ABSTRACT

Introduction Dance is often romanticised as a mode of existence free of the prosaic restrictions of everyday life. As such, dance artists and educators often talk about dance more as a place to escape to rather than as a vehicle for social inclusion. Despite the enthusiasm of its advocates, dance has not quite generated the rhetoric of mass physical participation in the English-speaking West, a remit that has by and large been cornered by sport. Neither as high-brow art, low-brow sexiness nor in-between fun, dance – unlike sport – is rarely seen as a socially unifying force, accessible by people across social and economic strata. There have been many attempts to popularise various dance forms and draw them into the social mainstream but, in the context of this chapter, these attempts highlight an interesting tension. If the idea of social inclusion is at least partly concerned with drawing those on the excluded margins closer to the cultural centre, attempts to involve more people in dance often stress dance’s power to question, problematise and even splinter mainstream culture. For example, a number of community dance programmes aimed at boys and men in Australia have been conceived as antidotes to what its proponents saw as harmful dominant ideas about masculinity and male embodiment. In other words, in some ways, these dance programmes have sought to shake and fracture the mainstream rather than to grow and draw more people to it. So, if social inclusion is taken to mean fostering cohesion and connections between people who were previously alienated from each other, it is worth remembering that much dance expression seeks to announce, emphasise and in some cases preserve the specificity and difference of particular social (think break dance) and cultural (think folkloric dance) groups.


→ **EXERCISE BRIEF**: Going through the data below, tally every line where the string "structured" occurs, then give only the tally.

━━━━━━━━━━━━━━━━

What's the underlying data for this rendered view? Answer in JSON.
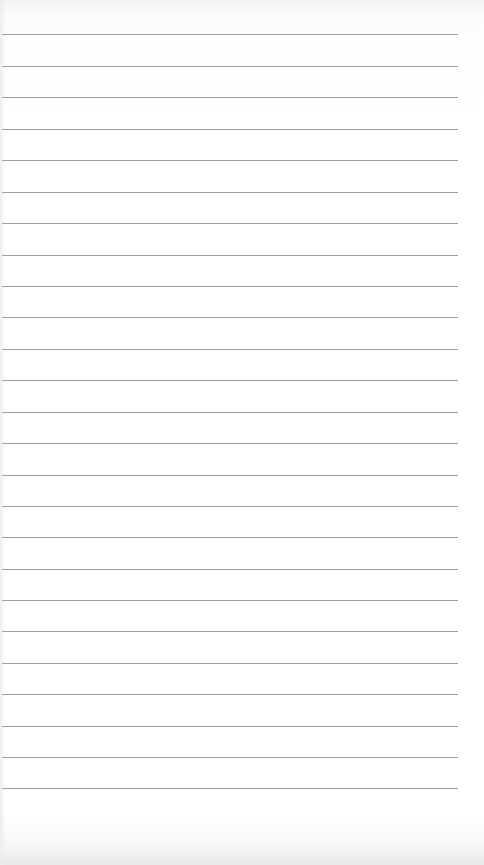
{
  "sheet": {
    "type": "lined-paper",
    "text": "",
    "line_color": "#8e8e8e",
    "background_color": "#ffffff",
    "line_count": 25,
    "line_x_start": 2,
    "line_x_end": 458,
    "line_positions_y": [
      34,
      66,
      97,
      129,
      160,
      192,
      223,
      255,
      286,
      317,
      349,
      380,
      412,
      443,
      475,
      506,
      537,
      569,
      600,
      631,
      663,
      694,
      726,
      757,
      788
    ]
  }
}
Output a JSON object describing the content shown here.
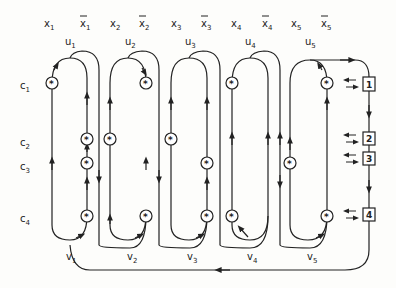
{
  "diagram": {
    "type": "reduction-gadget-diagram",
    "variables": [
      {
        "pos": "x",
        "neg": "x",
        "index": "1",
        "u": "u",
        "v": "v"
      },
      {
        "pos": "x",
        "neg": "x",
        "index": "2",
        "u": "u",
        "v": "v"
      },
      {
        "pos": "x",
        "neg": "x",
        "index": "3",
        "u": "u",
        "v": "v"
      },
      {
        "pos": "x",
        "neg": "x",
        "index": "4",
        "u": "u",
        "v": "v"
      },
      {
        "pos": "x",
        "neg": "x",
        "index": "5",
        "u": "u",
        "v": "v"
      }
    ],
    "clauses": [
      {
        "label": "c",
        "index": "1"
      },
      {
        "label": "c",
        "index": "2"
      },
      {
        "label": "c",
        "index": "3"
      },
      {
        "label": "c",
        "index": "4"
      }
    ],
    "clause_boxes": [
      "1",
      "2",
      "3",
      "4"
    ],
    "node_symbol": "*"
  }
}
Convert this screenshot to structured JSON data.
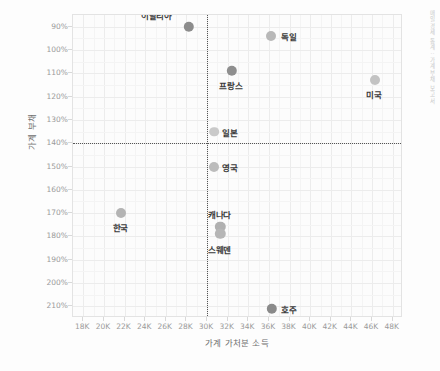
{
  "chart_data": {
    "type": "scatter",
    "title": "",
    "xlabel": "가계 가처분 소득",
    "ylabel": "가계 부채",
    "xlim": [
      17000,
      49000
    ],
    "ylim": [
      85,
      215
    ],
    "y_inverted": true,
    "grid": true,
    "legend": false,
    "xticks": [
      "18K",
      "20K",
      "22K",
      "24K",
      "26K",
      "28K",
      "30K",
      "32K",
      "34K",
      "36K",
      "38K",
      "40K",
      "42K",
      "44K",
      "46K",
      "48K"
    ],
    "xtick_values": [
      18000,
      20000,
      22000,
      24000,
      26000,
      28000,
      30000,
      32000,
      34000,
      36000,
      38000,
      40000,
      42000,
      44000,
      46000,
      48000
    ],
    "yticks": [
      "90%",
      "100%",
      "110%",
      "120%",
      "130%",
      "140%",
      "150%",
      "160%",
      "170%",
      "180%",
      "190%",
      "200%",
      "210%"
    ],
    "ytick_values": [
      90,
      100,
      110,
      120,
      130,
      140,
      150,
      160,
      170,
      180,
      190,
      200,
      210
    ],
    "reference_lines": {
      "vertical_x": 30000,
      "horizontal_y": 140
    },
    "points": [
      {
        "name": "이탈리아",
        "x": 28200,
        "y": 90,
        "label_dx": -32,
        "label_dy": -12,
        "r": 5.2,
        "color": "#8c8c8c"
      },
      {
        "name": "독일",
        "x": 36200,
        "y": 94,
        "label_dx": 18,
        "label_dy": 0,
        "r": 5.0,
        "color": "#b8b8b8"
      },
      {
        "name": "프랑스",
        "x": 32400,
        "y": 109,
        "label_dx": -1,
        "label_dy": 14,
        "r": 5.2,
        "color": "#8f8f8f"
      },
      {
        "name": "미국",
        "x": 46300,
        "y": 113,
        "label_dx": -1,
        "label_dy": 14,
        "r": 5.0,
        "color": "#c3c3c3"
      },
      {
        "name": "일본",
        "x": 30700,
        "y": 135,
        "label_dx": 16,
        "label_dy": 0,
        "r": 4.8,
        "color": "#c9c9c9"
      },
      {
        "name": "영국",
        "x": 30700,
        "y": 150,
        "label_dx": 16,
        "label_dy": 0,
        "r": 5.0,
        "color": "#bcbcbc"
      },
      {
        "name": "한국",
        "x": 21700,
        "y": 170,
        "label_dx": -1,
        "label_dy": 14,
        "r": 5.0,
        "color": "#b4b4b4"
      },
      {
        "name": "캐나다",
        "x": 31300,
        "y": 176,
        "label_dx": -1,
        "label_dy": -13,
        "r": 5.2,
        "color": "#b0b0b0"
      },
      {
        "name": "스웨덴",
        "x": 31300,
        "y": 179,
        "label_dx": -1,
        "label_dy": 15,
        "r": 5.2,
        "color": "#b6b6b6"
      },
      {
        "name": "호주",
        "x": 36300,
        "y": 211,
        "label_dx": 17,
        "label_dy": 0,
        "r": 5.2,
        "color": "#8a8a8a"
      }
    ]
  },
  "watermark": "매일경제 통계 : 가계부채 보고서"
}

━━━━━━━━━━━━━━━━

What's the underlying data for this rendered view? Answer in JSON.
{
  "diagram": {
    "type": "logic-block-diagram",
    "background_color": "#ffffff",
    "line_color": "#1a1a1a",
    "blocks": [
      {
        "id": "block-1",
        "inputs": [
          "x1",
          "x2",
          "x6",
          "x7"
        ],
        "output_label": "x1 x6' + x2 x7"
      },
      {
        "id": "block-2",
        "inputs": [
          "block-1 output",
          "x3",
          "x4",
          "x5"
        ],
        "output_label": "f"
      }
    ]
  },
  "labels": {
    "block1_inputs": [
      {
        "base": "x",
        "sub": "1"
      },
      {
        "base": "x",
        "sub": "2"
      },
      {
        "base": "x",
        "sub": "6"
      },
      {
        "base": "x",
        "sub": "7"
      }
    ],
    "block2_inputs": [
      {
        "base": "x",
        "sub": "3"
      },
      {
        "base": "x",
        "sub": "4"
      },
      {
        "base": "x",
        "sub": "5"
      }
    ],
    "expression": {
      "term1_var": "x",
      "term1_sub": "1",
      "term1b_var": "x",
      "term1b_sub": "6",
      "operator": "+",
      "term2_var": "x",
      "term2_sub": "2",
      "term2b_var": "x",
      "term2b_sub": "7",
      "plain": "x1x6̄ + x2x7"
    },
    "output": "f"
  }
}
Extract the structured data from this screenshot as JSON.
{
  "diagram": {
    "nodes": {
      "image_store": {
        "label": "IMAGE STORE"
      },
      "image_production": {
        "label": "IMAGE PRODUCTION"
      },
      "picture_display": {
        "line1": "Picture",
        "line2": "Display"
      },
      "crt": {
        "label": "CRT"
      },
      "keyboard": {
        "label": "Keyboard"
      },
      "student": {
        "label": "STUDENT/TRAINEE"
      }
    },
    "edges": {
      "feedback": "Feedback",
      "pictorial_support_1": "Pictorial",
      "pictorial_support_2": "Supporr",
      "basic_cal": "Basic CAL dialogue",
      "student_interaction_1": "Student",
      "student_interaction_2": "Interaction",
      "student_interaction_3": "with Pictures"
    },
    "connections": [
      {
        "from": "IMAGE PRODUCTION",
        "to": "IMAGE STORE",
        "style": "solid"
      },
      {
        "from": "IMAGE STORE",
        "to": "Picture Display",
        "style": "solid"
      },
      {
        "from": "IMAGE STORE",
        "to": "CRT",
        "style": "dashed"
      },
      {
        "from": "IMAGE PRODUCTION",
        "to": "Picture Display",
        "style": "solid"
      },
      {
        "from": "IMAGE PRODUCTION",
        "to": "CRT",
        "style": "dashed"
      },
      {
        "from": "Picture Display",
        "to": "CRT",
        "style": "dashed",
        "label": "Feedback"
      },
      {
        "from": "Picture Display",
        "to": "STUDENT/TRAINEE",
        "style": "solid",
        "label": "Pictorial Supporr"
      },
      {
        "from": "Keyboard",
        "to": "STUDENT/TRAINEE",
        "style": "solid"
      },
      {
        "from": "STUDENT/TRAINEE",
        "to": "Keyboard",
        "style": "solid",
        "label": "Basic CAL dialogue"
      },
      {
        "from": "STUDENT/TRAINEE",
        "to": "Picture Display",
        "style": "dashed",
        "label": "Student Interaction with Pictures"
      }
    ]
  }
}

━━━━━━━━━━━━━━━━

→ **ANSWER BOX**: 2